Britain is sending up to 20 military advisers to help Libya's ragtag rebel force break a military stalemate with Muammar Gadhafi's army, even as NATO acknowledges that airstrikes alone cannot stop the daily shelling of the besieged opposition-held city of Misrata.
Gadhafi's troops have been pounding Misrata indiscriminately with mortars and rockets, a NATO general said on Tuesday, and residents reported more explosions and firefights in Libya's third-largest city. Hospitals are overflowing, and 120 patients need to be evacuated from the city that has been under siege for nearly two months, the World Health Organization said.

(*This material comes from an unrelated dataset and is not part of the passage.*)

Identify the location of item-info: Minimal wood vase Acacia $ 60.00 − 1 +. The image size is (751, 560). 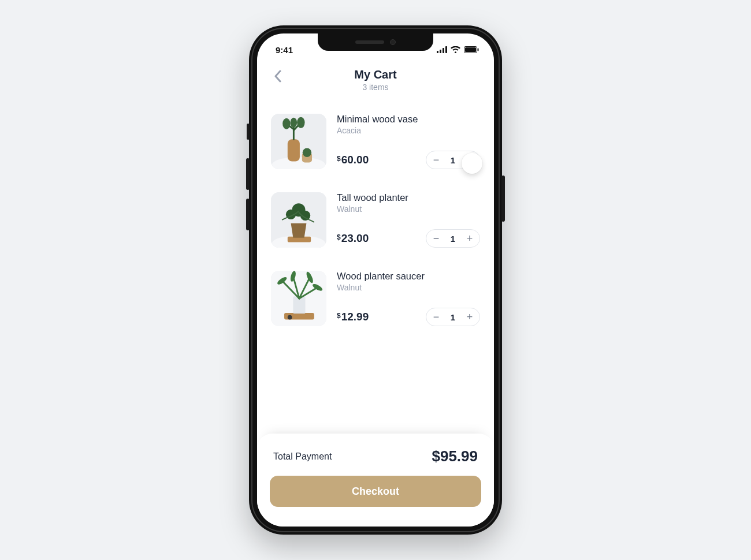
(408, 141).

The plight of Misrata's civilians and the battlefield deadlock are raising new questions about the international community's strategy in Libya. The leaders of the United States, Britain and France have said Gadhafi must go, but seem unwilling to commit to a more forceful military campaign. NATO's mandate is restricted to protecting civilians.
Admiral Giampaolo Di Paola, chairman of NATO's military committee, said that even though the military alliance's operations have done "quite significant damage" to the Libyan regime's heavy weaponry, what Gadhafi has left is "still considerable".
Asked if more airpower is needed, Di Paola said any "significantly additional" allied contribution would be welcome.
A rebel official in Libya's besieged city of Misrata pleaded for Britain and France to send troops to help fight government forces, while a son of Gadhafi said he was "very optimistic" his father's government will prevail.
A senior member of Misrata's governing council, Nuri Abdullah Abdullati, said they were asking for the troops on the basis of "humanitarian" principles, in the first request by insurgents for boots on the ground.
Previously, he told reporters, "we did not accept any foreign soldiers in our country, but now, as we face these crimes of Gadhafi, we are asking on the basis of humanitarian and Islamic principles for someone to come and stop the killing".